The notion should have been repulsive. It
was
repulsive at an intellectual level, especially if participation wasn’t voluntary. But wouldn’t it be fun, just once, to be completely and utterly in control of one’s partner? Or, okay, maybe to sometimes be relieved of the burdens of self-determination and guilt and all that twenty-first century politically correct garbage women were supposed to be masters of, to become more submissive than usual? Would it be so bad to be forced into doing what your mother and some feminists always said was wrong—to be compelled to give in and have orgasms that someone else was forcing upon you? And if that was naughty…well, you had already been punished for it! A spanking instead of five Hail Marys. Either way, no lingering guilt.

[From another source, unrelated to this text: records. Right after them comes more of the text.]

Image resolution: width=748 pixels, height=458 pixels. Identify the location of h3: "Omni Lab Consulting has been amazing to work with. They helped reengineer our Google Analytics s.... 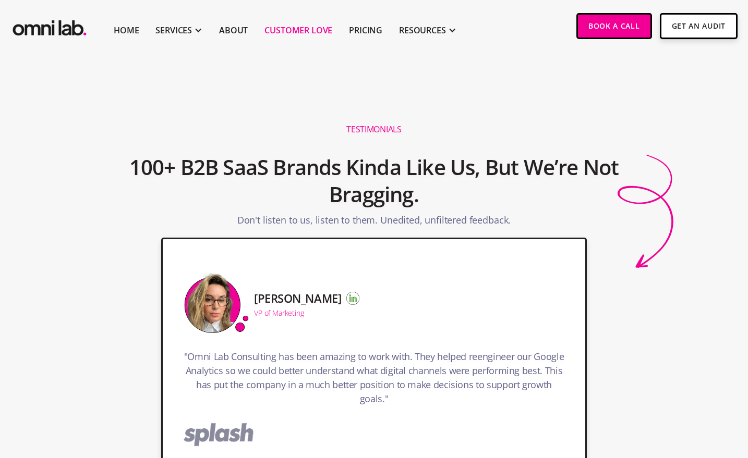
(374, 381).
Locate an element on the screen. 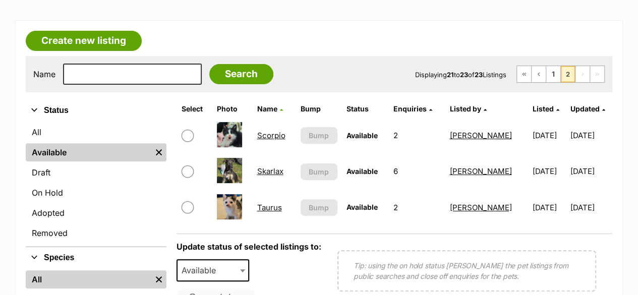 The width and height of the screenshot is (638, 295). span: Name is located at coordinates (267, 108).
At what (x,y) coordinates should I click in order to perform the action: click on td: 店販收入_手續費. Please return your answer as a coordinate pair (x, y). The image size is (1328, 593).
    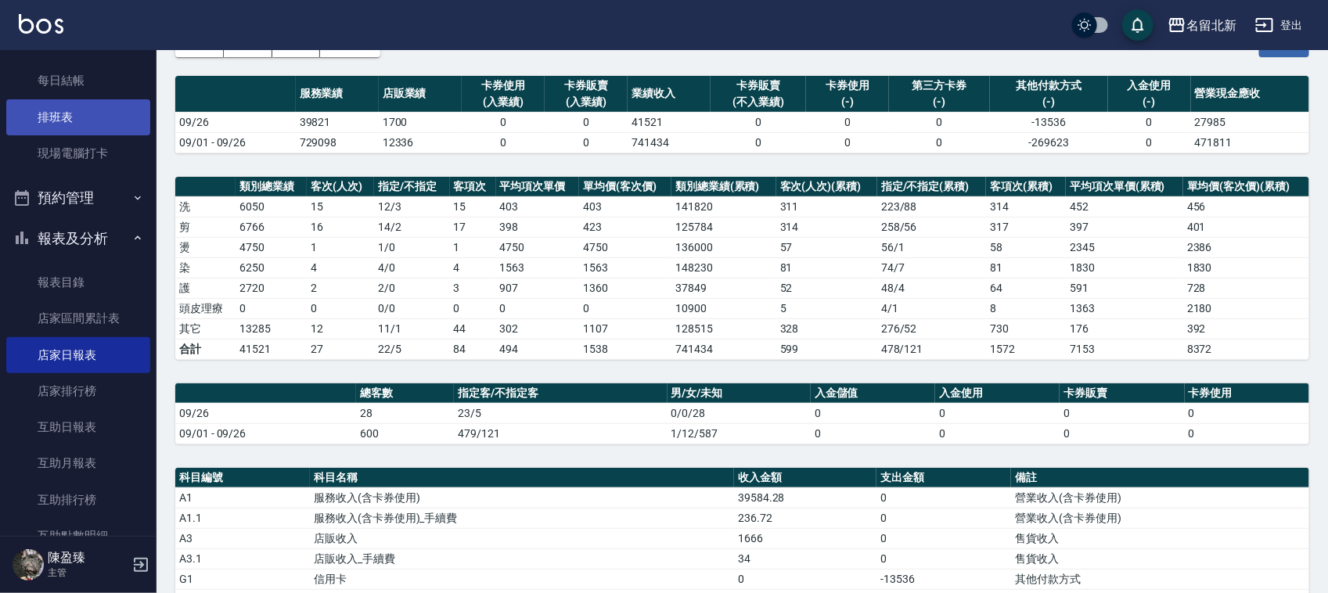
    Looking at the image, I should click on (522, 559).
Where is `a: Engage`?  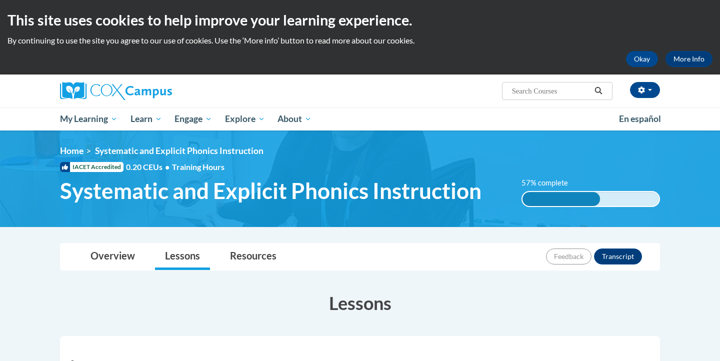 a: Engage is located at coordinates (193, 119).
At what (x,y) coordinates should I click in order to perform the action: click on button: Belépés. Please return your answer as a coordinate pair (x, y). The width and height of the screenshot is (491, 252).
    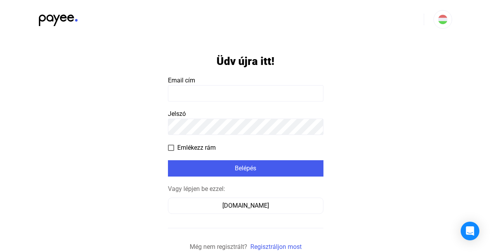
    Looking at the image, I should click on (246, 168).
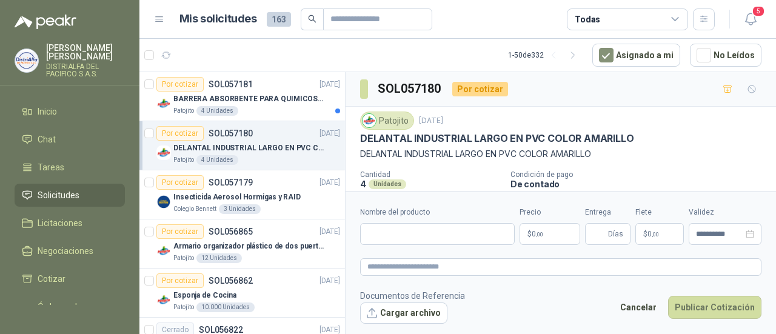 The image size is (776, 334). Describe the element at coordinates (550, 212) in the screenshot. I see `label: Precio` at that location.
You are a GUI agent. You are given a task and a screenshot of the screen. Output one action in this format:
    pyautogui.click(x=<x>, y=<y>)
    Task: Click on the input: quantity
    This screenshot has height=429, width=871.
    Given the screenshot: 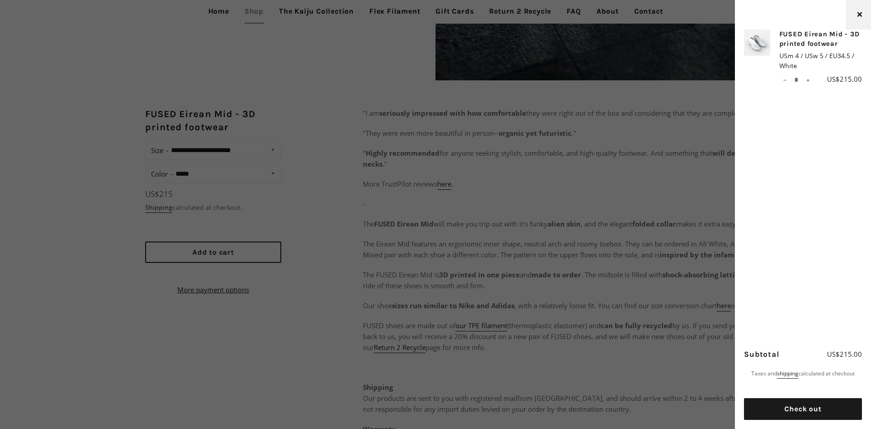 What is the action you would take?
    pyautogui.click(x=796, y=80)
    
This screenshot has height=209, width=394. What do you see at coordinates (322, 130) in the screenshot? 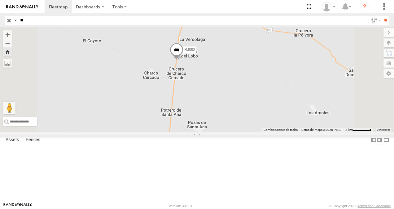
I see `span: Datos del mapa ©2025 INEGI` at bounding box center [322, 130].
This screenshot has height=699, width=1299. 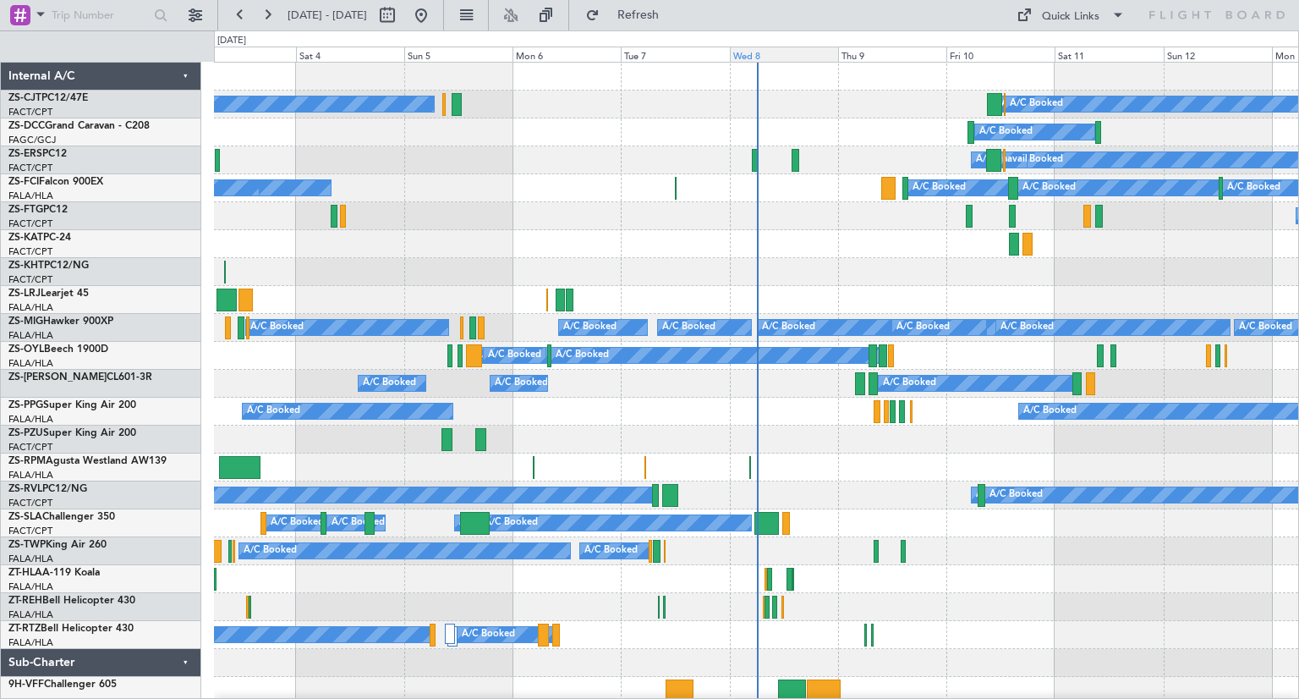 What do you see at coordinates (58, 349) in the screenshot?
I see `a: ZS-OYLBeech 1900D` at bounding box center [58, 349].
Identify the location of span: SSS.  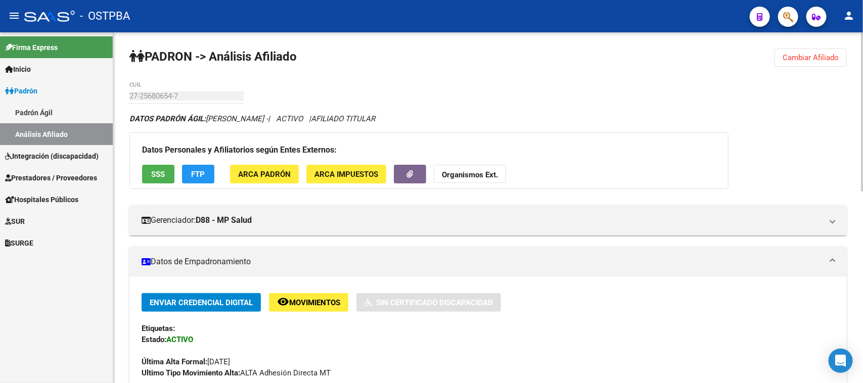
(158, 175).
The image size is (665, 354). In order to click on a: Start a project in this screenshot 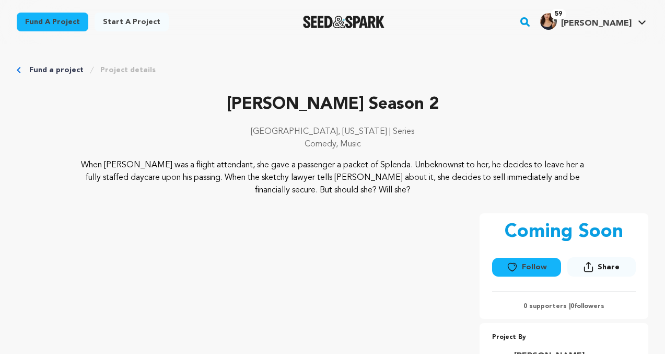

Free will was great. It was everything—almost. And while political and economic equality were to be striven for, did the battle for feminine equality have to come into the bedroom? She wanted to be in control sometimes but not thought unfeminine. She wanted to be overpowered sexually and
not thought weak. The chance to give up all that responsibility in the bedroom once in a while…

No.
No, absolutely not. Especially not now. Not with a ghost. Not even with Tristam. Well, maybe—

No. No! This creature was confusing her, playing with her brain. This wasn’t free will. Was it?

“We shall see,
ma belle
. I must warn you that I know my own kind. Sometimes you must put yourself in bondage so that you may be free.” The shade laughed again as Karo’s mind raced, and then he folded in on himself in the blink of an eye. The heat went with him, sucked into some cosmic vacuum along with that ghostly laughter.

“Hugh? Wait a minute! Are you going to leave me alone?” Karo demanded of the dark place between the pots where he’d disappeared. “I really have to insist on this…Hugh? Hugh Vellacourt! I’m not kidding. I don’t want you around me. And no kinky stuff! I’m not that kind of girl.”

At least, she hadn’t been that kind of girl before. Tristam probably didn’t go for this stuff, either. In fact, though she was sure he wanted her, he seemed to be moving in on her with the ponderous slowness of an arthritic pachyderm. Which was totally okay with her.

Except, today he hadn’t been slow. Had that been Hugh? Had the ghost somehow warped Tristam? The thought was distasteful and frightening.

“Hugh?”

Nothing stirred.

“Miz Follett? Ma’am, are you in there?” A few loud crunches and then a khakis-clad shape filled
the doorway, blocking out what little light there was.

“Yes. It’s me.” Karo peered at the dark corner where Hugh had vanished and kicked over a pot. Nothing moved. All that was left was twigs and ash and dead beetles. The ghost was truly gone.

She began to shiver. The room was suddenly quite cold, and her blouse was clinging to her like an icy rag.